HID has released its 2024 State of the Security Industry Report, delving into the underlying concerns driving upcoming innovations and the technologies that underpin them. The report aims to help security leaders to be proactive in adapting to evolving challenges, according to the company.
HID gathered responses from 2,600 partners, end users and security and IT personnel worldwide, across a range of job titles and organization sizes representing over 11 industries. Conducted in the fall of 2023, this year’s survey reveals six themes, as follows:
1. Mobile identity is expected to be ubiquitous in the next five years
Given the widespread use of mobile devices, momentum continues to build around their use in support of identity. Within the next five years, surveyed end users state that nearly 80 percent of organizations will deploy mobile IDs.
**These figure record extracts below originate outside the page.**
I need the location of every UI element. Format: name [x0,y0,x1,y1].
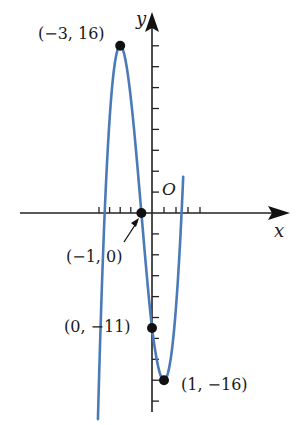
annotation-arrowhead-icon [131,218,139,227]
point-label-max: (−3, 16) [38,26,105,42]
point-label-min: (1, −16) [181,377,248,393]
x-ticks [99,207,200,213]
data-point-dot [115,41,125,51]
point-label-root: (−1, 0) [66,249,122,265]
data-point-dot [147,323,157,333]
x-axis-label: x [274,222,284,240]
point-label-y-intercept: (0, −11) [64,319,131,335]
cubic-curve [98,46,183,419]
data-point-dot [136,208,146,218]
origin-label: O [162,181,176,198]
cubic-graph [0,0,301,425]
y-axis-label: y [136,10,146,28]
data-point-dot [159,375,169,385]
Industry partners are even more optimistic in their outlook, stating that 94 percent of their customers will have deployed mobile IDs.
2. Multi-Factor Authentication is widespread, despite slow but growing implementation of Zero Trust
More than 83 percent of end users respondents said their organization currently uses Multi-Factor Authentication (MFA), mainly due to the vulnerabilities of passwords. For many, this represents the first step on the longer journey toward Zero Trust, an approach to security that calls for organizations to maintain strict access controls and to never trust, always verify anyone – internal or external – by default. Zero Trust has been implemented in 16 percent of organizations with over 100,000 employees and 14 percent in those with up to 10,000 employees, according to the survey.
With MFA being widespread, the eventual end of passwords is imminent. The creation of new standards such as FIDO (Fast Identity Online), which uses “standard public key cryptography techniques to provide phishing-resistant authentication,” will pave the path to new and more secure authentication options that will be part of a more robust Zero Trust architecture.
3. Sustainability becomes a growing driver in business decisions
Among HID’s survey respondents, sustainability continues to rank high as a business priority, with both end users and partners rating its importance at a “4” on a 1-to-5 scale. Additionally, 74 percent of end users indicate the importance of sustainability has grown over the past year, and 80 percent of partners reported the trend growing in importance among their customers.
As such, there will likely be a continued emphasis on solutions that minimize energy use, reduce waste, and optimize resource usage. A shift to cloud-based solutions and increased use of mobile devices are two clear strategies to reach these sustainability goals.
4. Biometrics continues its impressive momentum
In this year’s survey, 39 percent of installers and integrators said their customers are using fingerprint or palm print, and 30 percent said they’re using facial recognition. The momentum continues to build as 8 percent plan to test or implement some form of biometrics in the next year and 12 percent plan to do so in the next three to five years.
5. Identity management points up to the cloud
Nearly half of end users are moving to cloud-based identity management, with 24 percent already using it and another 24 percent in the process of implementing such systems. Industry partners say their customers face several hurdles here, including existing reliance on legacy/on-prem equipment (28 percent), lack of budget (24 percent), and cloud-based identities simply not being a business priority (21 percent).
6. The rise of artificial intelligence for analytics use cases
Conversations about AI have come to dominate the business landscape, and many security professionals see AI’s analytic capabilities as the low-hanging fruit to enhance identity management. Rather than looking to AI to inform the entirety of the security system, it’s possible to leverage data analytics as a way to operationalize AI in support of immediate outcomes. In this scenario, 35 percent of end users reported they will be testing or implementing some AI capability in the next three to five years, with 15 percent already using AI-enabled biometrics.
The full report includes additional global data and further analysis. To download the report, go here.